The Met confirmed to the BBC that officers had visited Mr Bromley about the incident and that although no arrests had been made, the force took "reports of hate crime seriously".

[–] [email protected] 10 points 1 month ago (2 children)

That's exactly what I do with my Forester. I live in a regional area of Australia so for me it's a daily driver and great for long trips, and if I need to pick shit up, fold the seats down and I effectively have my ute.

[–] [email protected] 3 points 1 month ago

I was thinking this, because that's what Facepunch did when they stopped Linux support. If you had played Rust at all on Linux, regardless of hours, you were eligible for a refund.

[–] [email protected] 8 points 1 month ago

There's some irony of this being in Reading, PA..

147
submitted 4 months ago* (last edited 4 months ago) by [email protected] to c/[email protected]
 

I have an older Intel laptop that has a 1600x900 display, and I find that if I put the machine to sleep, connect an external monitor with a higher resolution, and then turn it back on, the login screen doesn't adjust to the new resolution and it reveals what I had open (see photo).

However, I'm not that familiar with Linux Mint (even though I've daily driven Linux for nearly 10 years, I very casually use LMDE) and I'm not sure if this is a Cinnamon problem or if the lock screen is under a different program.

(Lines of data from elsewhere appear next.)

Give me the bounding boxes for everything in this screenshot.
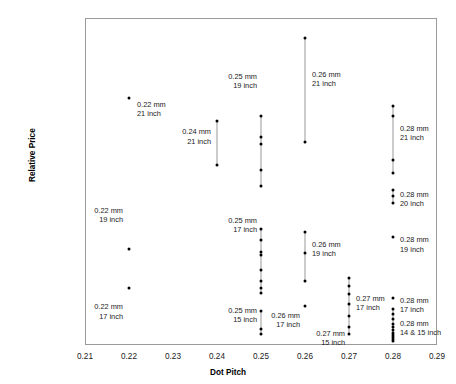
y-axis-title: Relative Price (28, 128, 37, 182)
x-axis-tick-label: 0.25 (253, 352, 269, 361)
x-axis-tick-label: 0.22 (121, 352, 137, 361)
plot-frame (85, 18, 437, 345)
x-axis-tick-label: 0.29 (429, 352, 445, 361)
x-axis-tick-label: 0.21 (77, 352, 93, 361)
x-axis-tick-label: 0.23 (165, 352, 181, 361)
x-axis-tick-label: 0.26 (297, 352, 313, 361)
scatter-plot-figure: 0.22 mm21 inch0.22 mm19 inch0.22 mm17 in… (0, 0, 456, 384)
x-axis-tick-label: 0.24 (209, 352, 225, 361)
x-axis-tick-label: 0.28 (385, 352, 401, 361)
x-axis-title: Dot Pitch (0, 368, 456, 377)
x-axis-tick-label: 0.27 (341, 352, 357, 361)
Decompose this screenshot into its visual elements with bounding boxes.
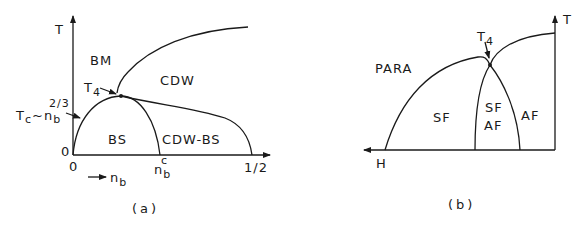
a-y-origin-label: 0 [61, 145, 70, 158]
a-region-cdw-bs: CDW-BS [162, 133, 221, 146]
a-caption: (a) [132, 202, 159, 215]
b-x-axis-label: H [376, 157, 387, 170]
a-region-bm: BM [90, 54, 112, 67]
a-region-cdw: CDW [160, 74, 195, 87]
b-tetracritical-label: T4 [477, 30, 494, 43]
a-tc-scaling-label: Tc~nb [16, 109, 61, 122]
b-region-sf-af-bottom: AF [484, 119, 502, 132]
b-region-af: AF [521, 109, 539, 122]
a-tetracritical-label: T4 [84, 81, 101, 94]
b-tetracritical-point [488, 63, 492, 67]
a-x-axis-label: nb [110, 171, 127, 184]
a-tc-exponent: 2/3 [49, 98, 70, 109]
a-y-axis-label: T [55, 23, 64, 36]
a-critical-density-sup: c [161, 155, 168, 166]
b-para-af-boundary [490, 33, 555, 65]
a-tetracritical-point [119, 94, 123, 98]
a-x-origin-label: 0 [69, 160, 78, 173]
a-x-end-label: 1/2 [244, 161, 268, 174]
b-region-sf: SF [433, 111, 451, 124]
b-region-sf-af-top: SF [485, 101, 503, 114]
b-caption: (b) [448, 198, 475, 211]
b-y-axis-label: T [563, 13, 572, 26]
a-region-bs: BS [108, 133, 127, 146]
b-region-para: PARA [375, 62, 412, 75]
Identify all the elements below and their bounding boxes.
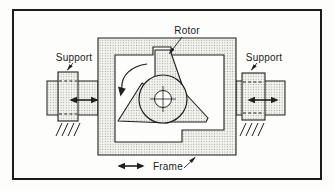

Looking at Linux Mint's webpage on reporting a bug (https://projects.linuxmint.com/reporting-an-issue.html) they seem to mostly use Cinnamon as an example, but I don't want to report this issue as a Cinnamon issue if it's the wrong project.

In case this is platform specific, my device's details are below:

  • Host: Dell Latitude E6420
  • CPU: Intel Core i7-2630QM (Sandy Bridge)
  • GPU: Intel 2nd Generation Core Processor Family
  • Kernel: 6.1.0-21-amd64
  • DE: Cinnamon 6.0.4
  • WM: Mutter (Muffin)
  • Display Server: X11

I've never filed a bug report in my life before, usually I just put up with the issue until it's eventually fixed, but I feel this is a moderate security issue that should be flagged.